Letters: With insufficient funds and staff, we’re loving our state parks to death
The Letters to the Editor below are in response to Short-staffed and strapped for cash, state parks struggle to handle surge of warm-weather crowds, The Boston Globe, June 7, 2022.
Years of disinvestment call for a greater outlay to support DCR
Alexander Thompson’s story about the continuing budget needs at the Department of Conservation and Recreation points to a $10 million increase in state funding on the table to support the agency (“Everyone’s ready for summer, but the parks might not be,” Page A1, June 8). This funding is long overdue, but it is not enough. DCR parks and reservations have played an important role in helping our residents to cope with the public health pressures of the COVID-19 pandemic. They also add value to the magnificent quality of life that Massachusetts has to offer, and they are an economic driver of our economy. It’s amazing that we can go from the mountains and forests of the Berkshires to the beaches and campsites of the Boston Harbor Islands National and State Park in Boston Harbor.
Outdoor recreation in Massachusetts constitutes almost $10.5 billion of the gross state product and supports close to 114,000 jobs for hard-working state residents. The properties under DCR’s management are a significant contributor to this equation. For years, disinvestment in our parks has allowed these precious resources to atrophy. Massachusetts deserves better. An agency of DCR’s scope and legislative mandate needs to be funded and staffed in a manner that adequately addresses the capital and operational obligations inherent in its mission.
Kathy Abbott
President and CEO
Jack Murray
Vice president of partnerships and operations
Boston Harbor Now
Boston
Abbott was DCR commissioner from 2003 to 2005, and Murray was DCR commissioner from 2013 to 2015, after having served as deputy commissioner beginning in 2007.
Vital stewardship is lost as we scrimp on full-time, year-round staff
There was a sorry familiarity to Wednesday’s front-page story about the continuing decline of state funding for parks personnel. One aspect of the problem that demands greater attention is the shift from full-time, year-round staff to an overreliance on seasonal employees. This became painfully obvious to those of us working with parks staff on legislatively required management plans. The most thoughtful plan can’t make up for a critical deficit of resources.
Seasonal employees are a great resource to operate a facility in peak season, but the loss of year-round employees and failure to replace them means a loss not just of skill and experience but of vital off-season work necessary to keep a park open and healthy, such as trail repair and construction, equipment maintenance, facility upkeep, and protection of natural resources.
DCR park staff do a lot more than collect parking fees. They work in important conservation lands, which they steward. They must be knowledgeable in natural resources, recreation and policy, and an increasingly complex regulatory environment. Most are highly qualified and credentialed professionals. They are clearly not in it for the money but rather for the love of the work and commitment to the environment.
Gates don’t actually get shut at the end of a season. More and more, parks are a year-round destination for a demanding public with changing recreational interests. Our state parks are being loved to death because of the lack of commitment to reinvest in them.
A $1 billion repair deficit is unconscionable, but capital reinvestment goes to waste without the resources to maintain improvements. The existing system is suffering even in the face of demands for worthwhile expansion of its current offerings. The first step, however, must be the reinvigoration of the corps of hard-working and dedicated park staff. When their ranks are replenished, the parks will approach their real potential.
Joe Orfant
Jamaica Plain
The writer is a former chief of the Bureau of Planning, Design, and Resource Protection at DCR. He retired in 2015.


### What is being asked
What you return must be the full data, repeated verbatim, with no pictures in it.

(Figure record listings)

---

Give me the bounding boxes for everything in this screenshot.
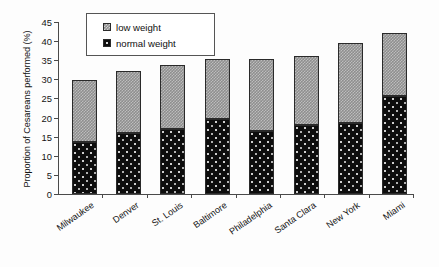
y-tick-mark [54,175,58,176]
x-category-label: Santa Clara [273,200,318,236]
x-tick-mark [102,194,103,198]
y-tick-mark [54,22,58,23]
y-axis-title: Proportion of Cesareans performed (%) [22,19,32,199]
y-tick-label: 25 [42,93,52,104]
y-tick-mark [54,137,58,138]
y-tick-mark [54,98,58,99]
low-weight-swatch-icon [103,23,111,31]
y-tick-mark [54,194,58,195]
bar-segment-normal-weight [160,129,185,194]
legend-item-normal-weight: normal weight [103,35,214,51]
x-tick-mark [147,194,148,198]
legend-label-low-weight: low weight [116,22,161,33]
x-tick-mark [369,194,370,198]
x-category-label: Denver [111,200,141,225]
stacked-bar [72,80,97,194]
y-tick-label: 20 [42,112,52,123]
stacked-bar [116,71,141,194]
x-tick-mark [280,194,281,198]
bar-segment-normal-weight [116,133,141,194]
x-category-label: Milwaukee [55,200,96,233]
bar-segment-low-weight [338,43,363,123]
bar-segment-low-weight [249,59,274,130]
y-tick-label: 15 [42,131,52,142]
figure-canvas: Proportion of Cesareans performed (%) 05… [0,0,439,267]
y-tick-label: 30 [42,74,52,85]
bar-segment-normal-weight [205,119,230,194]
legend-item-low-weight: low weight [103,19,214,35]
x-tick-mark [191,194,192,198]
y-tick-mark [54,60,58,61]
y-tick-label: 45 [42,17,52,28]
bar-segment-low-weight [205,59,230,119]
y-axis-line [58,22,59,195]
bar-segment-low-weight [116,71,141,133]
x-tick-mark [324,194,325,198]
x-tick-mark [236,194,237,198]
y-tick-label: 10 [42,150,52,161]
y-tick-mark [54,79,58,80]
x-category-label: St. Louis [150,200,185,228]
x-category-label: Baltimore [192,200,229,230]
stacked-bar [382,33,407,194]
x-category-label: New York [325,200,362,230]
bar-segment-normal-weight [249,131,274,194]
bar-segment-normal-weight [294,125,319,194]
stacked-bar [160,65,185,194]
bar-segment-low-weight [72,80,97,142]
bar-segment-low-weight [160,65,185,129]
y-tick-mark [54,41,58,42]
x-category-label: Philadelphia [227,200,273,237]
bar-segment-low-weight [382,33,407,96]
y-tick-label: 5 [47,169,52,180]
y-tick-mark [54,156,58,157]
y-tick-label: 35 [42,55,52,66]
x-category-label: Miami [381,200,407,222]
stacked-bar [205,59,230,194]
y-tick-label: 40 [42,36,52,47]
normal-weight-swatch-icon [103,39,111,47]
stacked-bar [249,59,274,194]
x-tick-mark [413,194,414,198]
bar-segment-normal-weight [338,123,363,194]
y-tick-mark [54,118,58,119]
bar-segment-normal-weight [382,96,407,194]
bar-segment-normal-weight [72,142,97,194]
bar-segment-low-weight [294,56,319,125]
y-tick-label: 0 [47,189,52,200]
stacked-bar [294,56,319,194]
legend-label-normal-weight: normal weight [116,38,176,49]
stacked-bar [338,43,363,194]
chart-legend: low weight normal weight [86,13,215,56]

---

### Answer section
Give me the bounding boxes for everything in this screenshot.
y-tick-mark [54,175,58,176]
x-category-label: Santa Clara [273,200,318,236]
x-tick-mark [102,194,103,198]
y-tick-mark [54,22,58,23]
y-axis-title: Proportion of Cesareans performed (%) [22,19,32,199]
y-tick-label: 25 [42,93,52,104]
y-tick-mark [54,137,58,138]
y-tick-mark [54,98,58,99]
low-weight-swatch-icon [103,23,111,31]
y-tick-mark [54,194,58,195]
bar-segment-normal-weight [160,129,185,194]
legend-item-normal-weight: normal weight [103,35,214,51]
x-tick-mark [147,194,148,198]
legend-label-low-weight: low weight [116,22,161,33]
x-tick-mark [369,194,370,198]
x-category-label: Denver [111,200,141,225]
stacked-bar [72,80,97,194]
y-tick-label: 20 [42,112,52,123]
stacked-bar [116,71,141,194]
x-tick-mark [280,194,281,198]
bar-segment-normal-weight [116,133,141,194]
x-category-label: Milwaukee [55,200,96,233]
bar-segment-low-weight [338,43,363,123]
bar-segment-low-weight [249,59,274,130]
y-tick-label: 15 [42,131,52,142]
figure-canvas: Proportion of Cesareans performed (%) 05… [0,0,439,267]
y-tick-label: 30 [42,74,52,85]
bar-segment-normal-weight [205,119,230,194]
legend-item-low-weight: low weight [103,19,214,35]
x-tick-mark [191,194,192,198]
y-tick-mark [54,60,58,61]
y-tick-label: 45 [42,17,52,28]
bar-segment-low-weight [205,59,230,119]
y-axis-line [58,22,59,195]
bar-segment-low-weight [116,71,141,133]
x-tick-mark [324,194,325,198]
x-tick-mark [236,194,237,198]
y-tick-label: 10 [42,150,52,161]
y-tick-mark [54,79,58,80]
x-category-label: St. Louis [150,200,185,228]
x-category-label: Baltimore [192,200,229,230]
stacked-bar [382,33,407,194]
x-category-label: New York [325,200,362,230]
bar-segment-normal-weight [249,131,274,194]
bar-segment-normal-weight [294,125,319,194]
stacked-bar [160,65,185,194]
bar-segment-low-weight [72,80,97,142]
bar-segment-low-weight [160,65,185,129]
y-tick-mark [54,41,58,42]
x-category-label: Philadelphia [227,200,273,237]
bar-segment-low-weight [382,33,407,96]
y-tick-label: 5 [47,169,52,180]
y-tick-mark [54,156,58,157]
y-tick-label: 35 [42,55,52,66]
x-category-label: Miami [381,200,407,222]
stacked-bar [205,59,230,194]
y-tick-label: 40 [42,36,52,47]
normal-weight-swatch-icon [103,39,111,47]
stacked-bar [249,59,274,194]
x-tick-mark [413,194,414,198]
bar-segment-normal-weight [338,123,363,194]
y-tick-mark [54,118,58,119]
bar-segment-normal-weight [382,96,407,194]
bar-segment-normal-weight [72,142,97,194]
bar-segment-low-weight [294,56,319,125]
y-tick-label: 0 [47,189,52,200]
stacked-bar [294,56,319,194]
legend-label-normal-weight: normal weight [116,38,176,49]
stacked-bar [338,43,363,194]
chart-legend: low weight normal weight [86,13,215,56]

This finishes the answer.